Good. Good riddance to bad rubbish, they actively worked to stop, and then to slow the EV transition. They still make shite EVs.

May they be soon forgotten.

[–] FatVegan@leminal.space 19 points 1 day ago (1 children)

It's always hard to take these things seriously. We only made 8 billion dollars last year, so we're really struggling.

[–] sparkyshocks@lemmy.zip 3 points 7 hours ago* (last edited 7 hours ago)

At the same time, the sentiment common in this thread way overstates things. Toyota is continuing to make profits at this very moment, and has the cash on hand (and future profits) to be able to afford to pivot slowly.

If the future is all battery based EVs, there's no reason to believe that this particular company won't survive the transition. They have the supply chain already in place for batteries and electric motors, and have been public about batteries being supply constrained so that they believe that building hybrids with smaller capacity batteries is a better use of that existing supply.
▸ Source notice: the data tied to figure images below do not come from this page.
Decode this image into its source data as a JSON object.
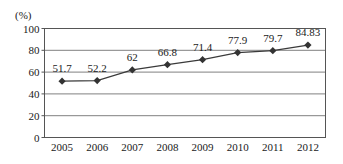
{
  "chart_data": {
    "type": "line",
    "title": "",
    "subtitle": "",
    "xlabel": "",
    "ylabel": "",
    "unit_label": "(%)",
    "categories": [
      "2005",
      "2006",
      "2007",
      "2008",
      "2009",
      "2010",
      "2011",
      "2012"
    ],
    "series": [
      {
        "name": "",
        "values": [
          51.7,
          52.2,
          62,
          66.8,
          71.4,
          77.9,
          79.7,
          84.83
        ],
        "point_labels": [
          "51.7",
          "52.2",
          "62",
          "66.8",
          "71.4",
          "77.9",
          "79.7",
          "84.83"
        ],
        "line_color": "#3a3a3a",
        "marker": "diamond",
        "marker_color": "#333333"
      }
    ],
    "ylim": [
      0,
      100
    ],
    "yticks": [
      0,
      20,
      40,
      60,
      80,
      100
    ],
    "ytick_labels": [
      "0",
      "20",
      "40",
      "60",
      "80",
      "100"
    ],
    "grid": true,
    "grid_axis": "y",
    "grid_color": "#808080",
    "legend": false,
    "legend_position": "none",
    "plot_border": true,
    "plot_border_color": "#555555",
    "background_color": "#ffffff"
  }
}
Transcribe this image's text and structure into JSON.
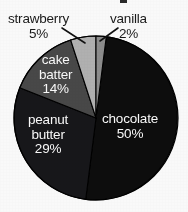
{
  "chart_data": {
    "type": "pie",
    "title": "",
    "xlabel": "",
    "ylabel": "",
    "legend": "none",
    "grid": false,
    "units": "percent",
    "categories": [
      "chocolate",
      "peanut butter",
      "cake batter",
      "strawberry",
      "vanilla"
    ],
    "values": [
      50,
      29,
      14,
      5,
      2
    ],
    "slices": [
      {
        "name": "chocolate",
        "label": "chocolate",
        "percent": 50,
        "percent_label": "50%",
        "color": "#0d0d0d",
        "label_placement": "inside",
        "label_color": "#ffffff",
        "start_angle_deg": 7.2,
        "end_angle_deg": 187.2
      },
      {
        "name": "peanut-butter",
        "label_line1": "peanut",
        "label_line2": "butter",
        "label": "peanut butter",
        "percent": 29,
        "percent_label": "29%",
        "color": "#17171a",
        "label_placement": "inside",
        "label_color": "#ffffff",
        "start_angle_deg": 187.2,
        "end_angle_deg": 291.6
      },
      {
        "name": "cake-batter",
        "label_line1": "cake",
        "label_line2": "batter",
        "label": "cake batter",
        "percent": 14,
        "percent_label": "14%",
        "color": "#494949",
        "label_placement": "inside",
        "label_color": "#ffffff",
        "start_angle_deg": 291.6,
        "end_angle_deg": 342.0
      },
      {
        "name": "strawberry",
        "label": "strawberry",
        "percent": 5,
        "percent_label": "5%",
        "color": "#b4b4b4",
        "label_placement": "outside",
        "label_color": "#1a1a1a",
        "start_angle_deg": 342.0,
        "end_angle_deg": 360.0
      },
      {
        "name": "vanilla",
        "label": "vanilla",
        "percent": 2,
        "percent_label": "2%",
        "color": "#8f8f8f",
        "label_placement": "outside",
        "label_color": "#1a1a1a",
        "start_angle_deg": 0.0,
        "end_angle_deg": 7.2
      }
    ],
    "geometry": {
      "center_x": 96,
      "center_y": 118,
      "radius": 82
    },
    "leader_lines": [
      {
        "name": "strawberry-leader",
        "x1": 62,
        "y1": 28,
        "x2": 85,
        "y2": 43
      },
      {
        "name": "vanilla-leader",
        "x1": 118,
        "y1": 28,
        "x2": 100,
        "y2": 41
      }
    ],
    "colors": {
      "background": "#ffffff",
      "outline": "#000000",
      "inside_label_text": "#ffffff",
      "outside_label_text": "#1a1a1a"
    }
  }
}
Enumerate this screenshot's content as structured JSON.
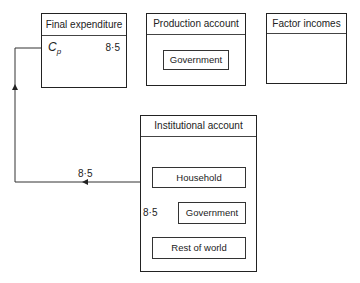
{
  "accounts": {
    "final_expenditure": {
      "title": "Final expenditure",
      "entry_symbol": "C",
      "entry_subscript": "p",
      "entry_value": "8·5"
    },
    "production_account": {
      "title": "Production account",
      "inner": "Government"
    },
    "factor_incomes": {
      "title": "Factor incomes"
    },
    "institutional_account": {
      "title": "Institutional account",
      "household": "Household",
      "government": "Government",
      "rest_of_world": "Rest of world"
    }
  },
  "flows": {
    "household_to_final_expenditure": "8·5",
    "rest_of_world_to_household": "8·5"
  }
}
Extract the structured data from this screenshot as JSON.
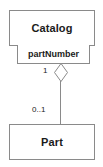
{
  "diagram": {
    "type": "uml-class-diagram",
    "notation": "qualified aggregation association",
    "canvas": {
      "width": 103,
      "height": 167,
      "background": "#ffffff"
    },
    "colors": {
      "border": "#8a8a8a",
      "text": "#1b1b1b",
      "fill": "#ffffff"
    },
    "classes": [
      {
        "id": "catalog",
        "name": "Catalog"
      },
      {
        "id": "part",
        "name": "Part"
      }
    ],
    "qualifier": {
      "label": "partNumber",
      "owner": "Catalog"
    },
    "association": {
      "source_multiplicity": "1",
      "target_multiplicity": "0..1",
      "source_end_marker": "hollow-diamond-aggregation",
      "target_end_marker": "none"
    }
  }
}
It's a self-serving position that one should be somewhat skeptical about, but they're such a huge company they have to think about scale in a way that smaller manufacturers don't have to worry about.

They've been talking a big game about not wanting to make the switch until battery tech and volume gets up to its standards, but they can actually afford to wait. They talk a big game about waiting for solid state battery tech, and while other companies can't afford to wait another 3-5 years for mass production to catch up, Toyota actually can.

And, even before then, Toyota is slowly pivoting to EVs anyway. Their plug in hybrid lineup targets some of their most popular models (Prius, Rav4). On the all-electric front, the bz is available today, and the EV Highlander and the EV Lexus ES are going to be competing side by side with the hybrid counterparts (with the ES selling at a lower MSRP than its hybrid counterparts and the Highlander expected to do similar). They can afford to actually test the market to see whether sales volume data informs how they allocate production resources to EVs versus hybrids.

I expect they'll survive. They probably won't find their way back to #1, but there's plenty of reason to believe they'll still be selling lots of cars profitably in 10 years.